How on earth can someone be permitted to do such a thing?
This is exactly why I fear we in the UK heading (slowly but surely) in the same basic direction as the US – in our case, fear of 'upsetting' people means that others are terrified of confronting the sort of rank stupidity mentioned above.
That certainly is shocking - you mean he taught it as fact, or told them it was what he believed?
Having just graduated from high school, I wouldn't mind being taught Christianity (I'm not a religious person at all) - but only in the sense of it being part of history, and only if we learned about other major religions, not as a side-by-side subject to evolution. There is science and then there is religion - to me, if you are so set about your own children learning Christianity, then why not teach it yourself? A school should have no part in the matter.
To my mind, a 'liberal' education teaches young people to think. It helps them to develop their critical faculties.
Sometimes when we overprotect and we don't allow some experiences ,kids tend to go overboard.

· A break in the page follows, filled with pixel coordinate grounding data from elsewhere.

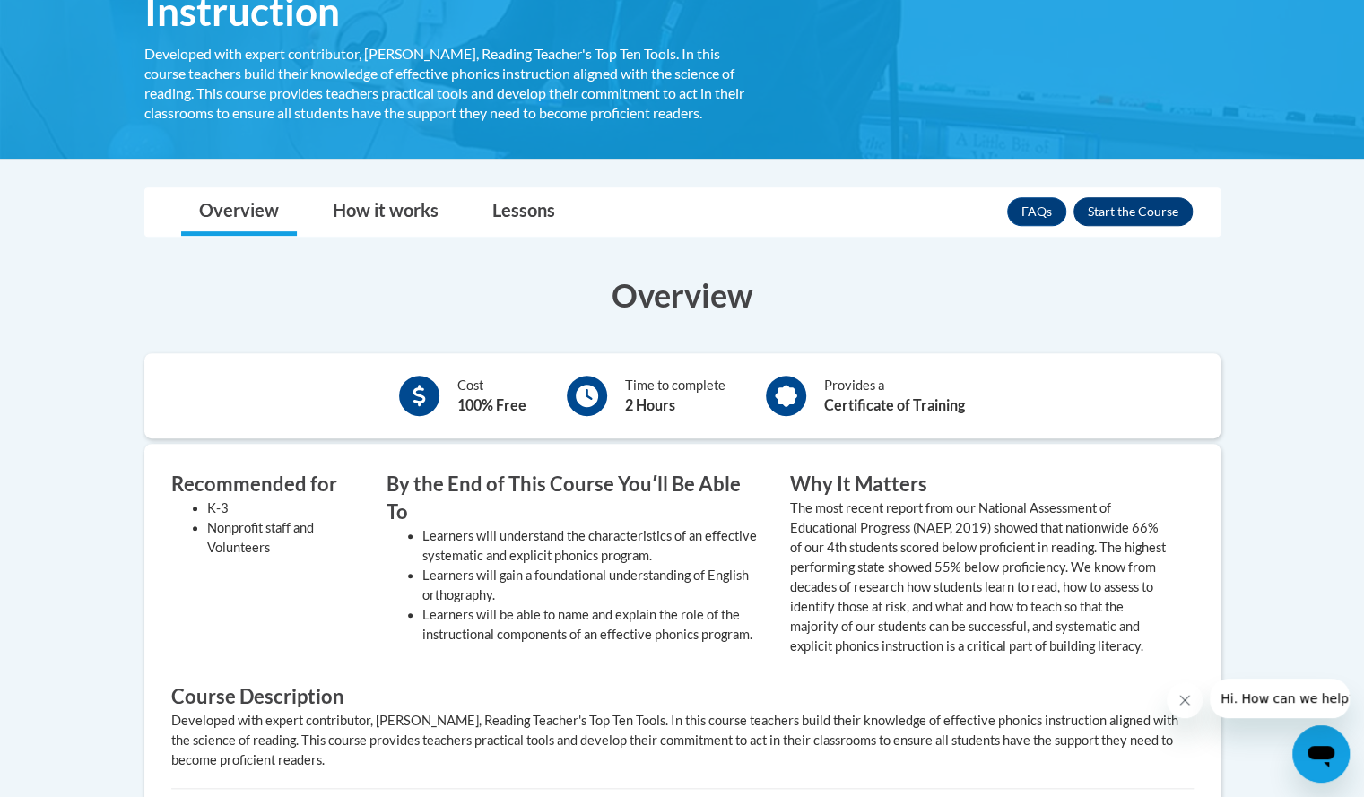 The height and width of the screenshot is (797, 1364). What do you see at coordinates (524, 212) in the screenshot?
I see `a: Lessons` at bounding box center [524, 212].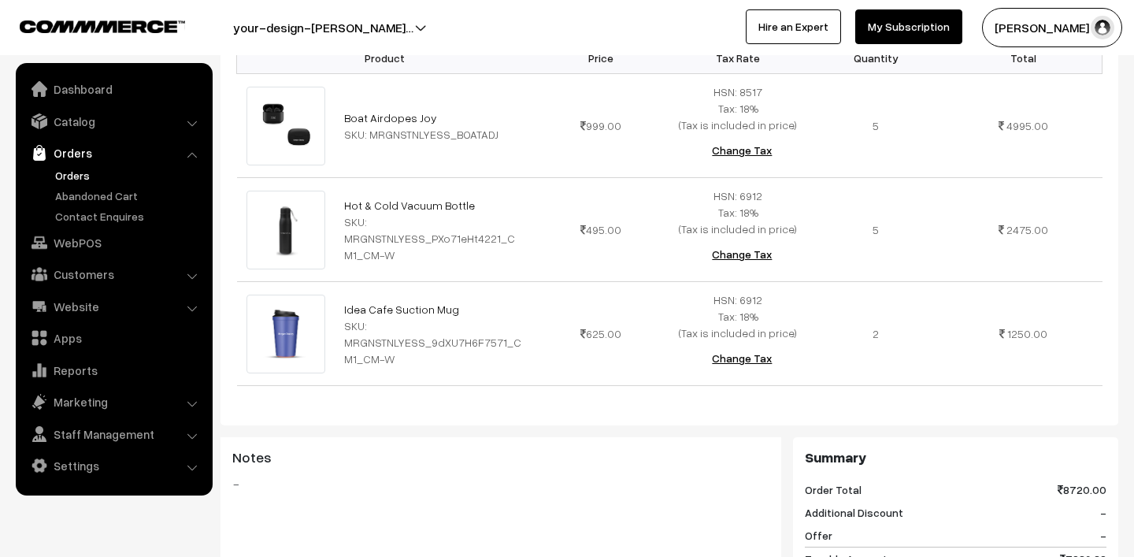 This screenshot has height=557, width=1134. I want to click on div: SKU: MRGNSTNLYESS_9dXU7H6F7571_CM1_CM-W, so click(433, 342).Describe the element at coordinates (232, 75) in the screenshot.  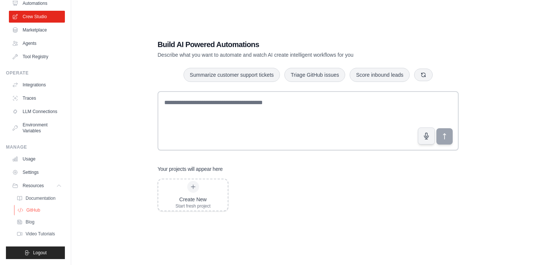
I see `button: Summarize customer support tickets` at that location.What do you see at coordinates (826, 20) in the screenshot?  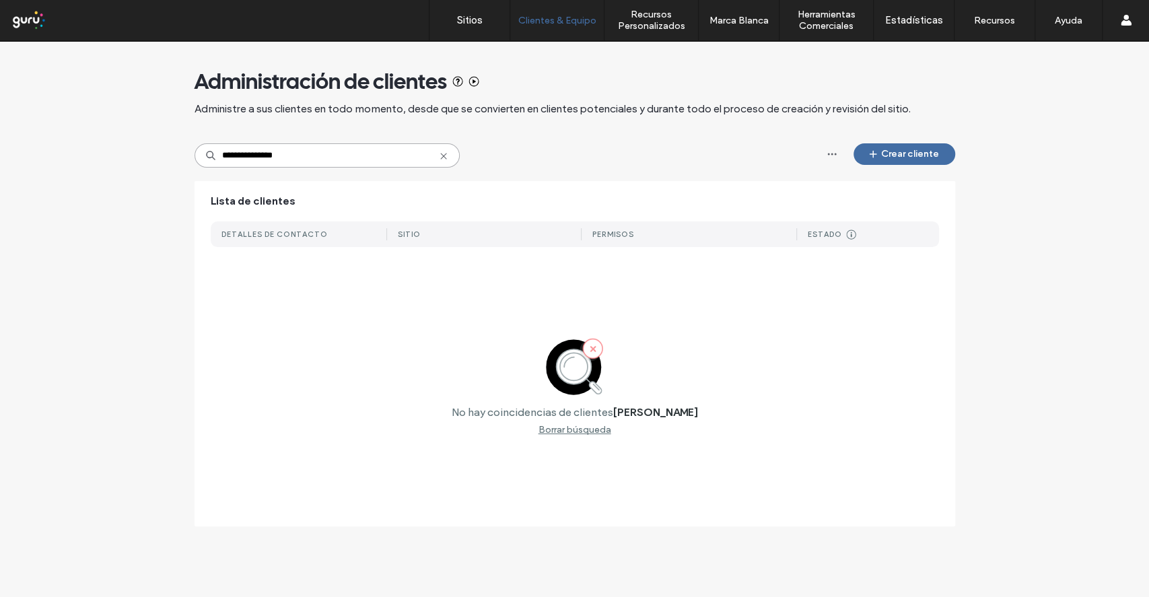 I see `label: Herramientas Comerciales` at bounding box center [826, 20].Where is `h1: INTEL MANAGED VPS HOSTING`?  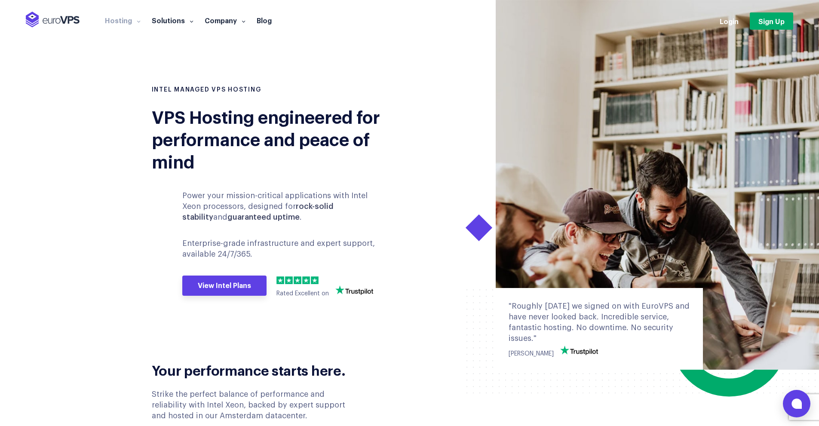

Sybarite said:To my mind, a 'liberal' education teaches young people to think. It helps them to develop their critical faculties.
I agree 100% with SFG75. In my opinion, a liberal education doesn't teach young people to think, it teaches them what to think...
... A liberal education cannot teach morality because morality has been replaced by political correctness much the same way it was done in Hitler's Germany.
... I agree. The problem is in the U.S. that word has been perverted by right-wing radio and other media and is now used almost exclusively as a pejorative.
Ah. So all those teachers telling children that evolution is nonsense and God created the world in seven days, about 6,000 years ago, are 'liberals'.